Slow Walk Home by Young Dawkins
Red Squirrel Press, 2021
There is a humour to Slow Walk Home that interrupts solemn atmospheres with a wry warmth, comedy and tragedy unfurling like contrasting petals of the same bloom. The second collection of verse by Young Dawkins, an American-born poet who has lived in Scotland and now resides in Tasmania, Slow Walk Home also pays homage to Beat poets of his generation, evident in poems such as ‘The Real Lion—Ginsberg’ and ‘Kerouac, Raton Canyon’. But these homages aren’t mere nostalgia – Dawkins offers a glimpse of the era through a fractured looking glass, not entirely rose-tinted, but perhaps with a smudge of its glow. In ‘Fishing with the Dead’ and ‘Breakdown,’ Dawkins tempers his reflections on the past with a mature gaze – both poems inhabit a quiet sense of finitude, but not melancholy, as the speaker witnesses a collapse in communication. There is a sense of arrival approaching acceptance as the latter poem’s final line reads: ‘The railroads are dying.’ This poem powerfully conveys the bewildering sense of love’s failure in one becoming unknown to the other, an experience illustrated by weeds devouring machinery: ‘Swallows are nesting / in the faded / yellow coach car / that was our love.’ In the yellow coach car, Dawkins shows the wild ache of abandon, the lost capacity for warmth that emanates from a hollowed vessel of memory. As Dawkins writes in ‘Portsmouth’, ‘Memory is the diamond stone / on which we hone our edges.’ These are not so much trips down memory lane as an observation of memory’s physicality – the ways in which life is contoured by loss and mortality, evoked in decomposing symbols of the old American dream: hollowed-out cars, railroads that come to an end through their disuse.
In his encounters with dead ends and cul-de-sacs, Dawkins acknowledges that, to parrot a simple adage, that all things, good or bad, must pass. In doing so, he draws connections between homage and transience. Among the references to other poets of his generation is a sense of memory as a fluid instrument, filtering through channels of music and image to find a place of rest. The act of remembering and paying respects to loved ones passed is expressed in the simple practice of walking. When the speaker goes to visit the grave of a loved one, or crosses the road, these sites are rendered at once surreal and mundane by glimmers of reverence and humour.

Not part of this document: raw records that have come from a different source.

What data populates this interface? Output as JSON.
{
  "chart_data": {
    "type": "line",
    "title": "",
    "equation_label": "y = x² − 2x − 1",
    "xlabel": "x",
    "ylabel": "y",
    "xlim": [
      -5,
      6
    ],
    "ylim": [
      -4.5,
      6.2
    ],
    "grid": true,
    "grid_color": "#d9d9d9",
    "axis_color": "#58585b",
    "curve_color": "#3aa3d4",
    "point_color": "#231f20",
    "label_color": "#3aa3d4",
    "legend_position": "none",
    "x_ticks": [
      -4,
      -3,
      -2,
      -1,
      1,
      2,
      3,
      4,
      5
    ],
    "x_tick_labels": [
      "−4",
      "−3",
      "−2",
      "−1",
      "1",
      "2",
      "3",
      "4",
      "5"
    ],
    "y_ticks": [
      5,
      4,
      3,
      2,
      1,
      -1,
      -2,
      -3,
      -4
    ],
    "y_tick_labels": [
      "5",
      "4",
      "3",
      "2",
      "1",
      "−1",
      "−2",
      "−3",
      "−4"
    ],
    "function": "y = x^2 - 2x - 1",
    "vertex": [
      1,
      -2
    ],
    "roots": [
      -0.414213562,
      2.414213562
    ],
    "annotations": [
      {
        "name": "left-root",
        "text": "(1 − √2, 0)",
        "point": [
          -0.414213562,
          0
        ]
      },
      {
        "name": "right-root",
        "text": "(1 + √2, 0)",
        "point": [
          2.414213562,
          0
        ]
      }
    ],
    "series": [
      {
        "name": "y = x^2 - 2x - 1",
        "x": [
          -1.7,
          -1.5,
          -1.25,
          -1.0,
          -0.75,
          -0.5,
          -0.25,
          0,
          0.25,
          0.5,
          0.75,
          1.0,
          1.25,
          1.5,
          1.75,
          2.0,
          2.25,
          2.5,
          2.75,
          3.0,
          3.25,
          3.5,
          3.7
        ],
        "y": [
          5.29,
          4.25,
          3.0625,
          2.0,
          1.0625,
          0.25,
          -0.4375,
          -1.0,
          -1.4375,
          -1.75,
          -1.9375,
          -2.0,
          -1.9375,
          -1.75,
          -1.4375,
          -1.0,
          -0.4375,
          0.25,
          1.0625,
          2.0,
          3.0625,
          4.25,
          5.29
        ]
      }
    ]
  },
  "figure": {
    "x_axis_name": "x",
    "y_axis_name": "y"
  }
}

Maybe it’s the old Billy Connolly rule that you can make anything funny with a Scottish accent, but reading ‘Green Man’ made me laugh out loud at the poem’s deadpan line: ‘you cannae / simply stand there like some fucking tourist.’ Dawkins wields humour in different ways throughout – it intercepts tragedy in the poem ‘Dialogue’, where the speaker visits their father’s grave in a cemetery, all the while recognising the names on other headstones of people they knew growing up. The grieving speaker sits down in the cemetery:
I said, Dad, I love you. I miss you. He was silent. I took one of my business cards and placed it above his name, in case he changes his mind.
These poems are deceptively simple in narrative, but they hold a balance between seemingly conflicting forces. In bringing together these glimpses of humour alongside stretches of sorrow, Slow Walk Home reads like a tapestry of love and loss. The warm joys of the mundane are interspersed between dizzying highs and punishing lows. For example, Dawkins’ poetry trammels the small pleasures of everyday routines with subtly evocative language, in the poem ‘The Perfect Chicken Sandwich’ (‘toasted fast beneath an angry grill’) and the poem about his son, ‘Tom, One Year’. This poem is as guileless as its title, but playful in its depiction of parenthood:
we throw stale bread at indifferent ducks, then bundle back home for a later lunch of pasta, self-served by fat little fingers.
The rhythm of these poems works alongside images of food and contented repetition, creating a sense of comfort, or the radiance of quiet happiness.
Not ready for sleep and too early to eat— we walk around the flat, you crooked in my arm, and together we put names to the mysteries; Door. Clock. Rug. Light.
But there are sections where the poetry feels perhaps too satisfied, too convinced of its own enclosing logic, such as in the closing poem ‘Home’:
they sent a beautiful woman from the edge of the earth, first to hold me, to love me, to remind me of being a man.
The poem doesn’t make it clear if the implication that women are put on earth to remind men of their masculinity is intended as wryness or irony that emerges in the rest of the collection, or whether it is an unintentionally earnest cliché. Either way, to end with something so conclusive (or so loaded with irony) feels like a missed mark for in a collection that is otherwise adept at unravelling more complex expressions of relationships. Either way, the entire poem feels as if it is trying to bundle an expansive allegory into a few universalising words that could be deliberately ambiguous, but which lack the specificity and depth of the preceding poems.